RE: SVG 1.2 Comment: Detailed last call comments (all chapters)

Hi, Ian-

Ian Hickson wrote:
| 
| > 3.3.2 Non-SVG element restriction
| >
| > Within an SVG document fragment, sXBL binding definitions 
| can only be 
| > applied to elements which are not in the SVG namespace. Documents 
| > which contain binding definitions for elements in the SVG namespace 
| > are in error.
| 
| It would seem more logical for SVG to not have a special status here.
| SVG elements IMHO should be handled just like any other 
| namespace's elements, and support XBL in the same way.
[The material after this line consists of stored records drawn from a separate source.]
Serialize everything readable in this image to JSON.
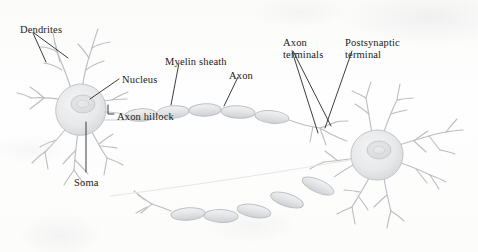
{
  "figure": {
    "medium": "scanned textbook illustration",
    "background_color": "#fdfdfc",
    "ink_color": "#1a1a1a",
    "drawing_color": "#b8b9bd"
  },
  "labels": [
    {
      "id": "dendrites",
      "text": "Dendrites",
      "x": 20,
      "y": 24
    },
    {
      "id": "nucleus",
      "text": "Nucleus",
      "x": 122,
      "y": 74
    },
    {
      "id": "axon-hillock",
      "text": "Axon hillock",
      "x": 117,
      "y": 111
    },
    {
      "id": "soma",
      "text": "Soma",
      "x": 74,
      "y": 177
    },
    {
      "id": "myelin-sheath",
      "text": "Myelin sheath",
      "x": 165,
      "y": 56
    },
    {
      "id": "axon",
      "text": "Axon",
      "x": 229,
      "y": 70
    },
    {
      "id": "axon-terminals",
      "text": "Axon\nterminals",
      "x": 283,
      "y": 37
    },
    {
      "id": "postsynaptic-terminal",
      "text": "Postsynaptic\nterminal",
      "x": 345,
      "y": 37
    }
  ],
  "parts": [
    {
      "id": "presynaptic-neuron",
      "name": "Presynaptic neuron",
      "soma_center_x": 80,
      "soma_center_y": 110
    },
    {
      "id": "postsynaptic-neuron",
      "name": "Postsynaptic neuron",
      "soma_center_x": 377,
      "soma_center_y": 156
    },
    {
      "id": "myelin-segments-upper",
      "name": "Myelinated axon (upper)",
      "segment_count": 5
    },
    {
      "id": "myelin-segments-lower",
      "name": "Myelinated axon (lower)",
      "segment_count": 5
    }
  ]
}
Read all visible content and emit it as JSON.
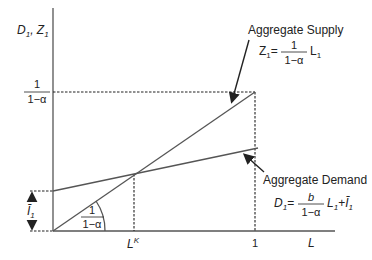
{
  "diagram": {
    "y_axis_label": "D",
    "y_axis_label_sub": "1",
    "y_axis_label_2": "Z",
    "y_axis_label_2_sub": "1",
    "x_axis_label": "L",
    "x_tick_LK": "L",
    "x_tick_LK_sup": "K",
    "x_tick_one": "1",
    "y_tick_num": "1",
    "y_tick_den": "1−α",
    "intercept_label": "Ī",
    "intercept_label_sub": "1",
    "slope_num": "1",
    "slope_den": "1−α",
    "supply": {
      "title": "Aggregate Supply",
      "lhs": "Z",
      "lhs_sub": "1",
      "eq": "=",
      "frac_num": "1",
      "frac_den": "1−α",
      "rhs": "L",
      "rhs_sub": "1"
    },
    "demand": {
      "title": "Aggregate Demand",
      "lhs": "D",
      "lhs_sub": "1",
      "eq": "=",
      "frac_num": "b",
      "frac_den": "1−α",
      "rhs": "L",
      "rhs_sub": "1",
      "plus": "+",
      "rhs2": "Ī",
      "rhs2_sub": "1"
    }
  }
}
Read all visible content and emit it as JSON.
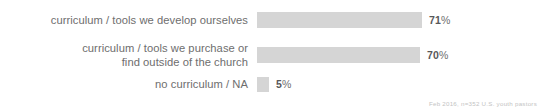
{
  "chart_data": {
    "type": "bar",
    "orientation": "horizontal",
    "title": "",
    "subtitle": "",
    "xlabel": "",
    "ylabel": "",
    "grid": false,
    "legend": null,
    "xlim": [
      0,
      100
    ],
    "categories": [
      "curriculum / tools we develop ourselves",
      "curriculum / tools we purchase or\nfind outside of the church",
      "no curriculum / NA"
    ],
    "values": [
      71,
      70,
      5
    ],
    "value_labels": [
      "71",
      "70",
      "5"
    ],
    "value_suffix": "%",
    "bar_color": "#d5d5d5",
    "label_color": "#6e6e6e",
    "value_color": "#58585a",
    "background": "#ffffff",
    "annotations": [
      "Feb 2016, n=352 U.S. youth pastors"
    ]
  },
  "footnote": {
    "text": "Feb 2016, n=352 U.S. youth pastors",
    "color": "#c3c3c3"
  }
}
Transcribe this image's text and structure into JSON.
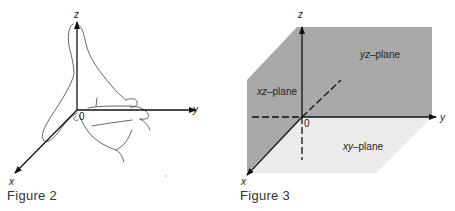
{
  "figure2": {
    "caption": "Figure 2",
    "axes": {
      "x": "x",
      "y": "y",
      "z": "z"
    },
    "origin_label": "0",
    "description": "Right hand with thumb pointing along z-axis and fingers curling from x toward y"
  },
  "figure3": {
    "caption": "Figure 3",
    "axes": {
      "x": "x",
      "y": "y",
      "z": "z"
    },
    "origin_label": "0",
    "planes": {
      "yz": {
        "italic": "yz",
        "suffix": "–plane"
      },
      "xz": {
        "italic": "xz",
        "suffix": "–plane"
      },
      "xy": {
        "italic": "xy",
        "suffix": "–plane"
      }
    },
    "colors": {
      "plane_dark": "#a9a9a9",
      "plane_light": "#ececec",
      "axis": "#111111"
    }
  }
}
Why 
| are SVG elements more special than, say, XForms, XHTML, 
| XSL:FO, or MathML elements?

Assuming that SVG is the host language, I think this restriction makes
sense. I'd assume the same would apply for any XBL host language. Styling of
native elements should be left up to CSS or other styling languages, not
imposed by XBL.

It occurs to me that were XBL binding allowed on native elements, we could
run into severe performance issues. For example, if an element from the
XForms NS were rendered in SVG (through an XBL binding) as a 'rect', and the
SVG 'rect' were bound to another shape through XBL (for instance, 4 'line'
elements), you would have a shadow tree off a shadow tree. That seems
problematic, and would leave us in a double-bind (as it were). 

Can you describe a use case were you think this restriction would be
insurmountable? If I were dead-set on transforming SVG elements into other
content, I could simply create my own markup, in my own namespace, that
duplicates the SVG elements, and bind that with XBL.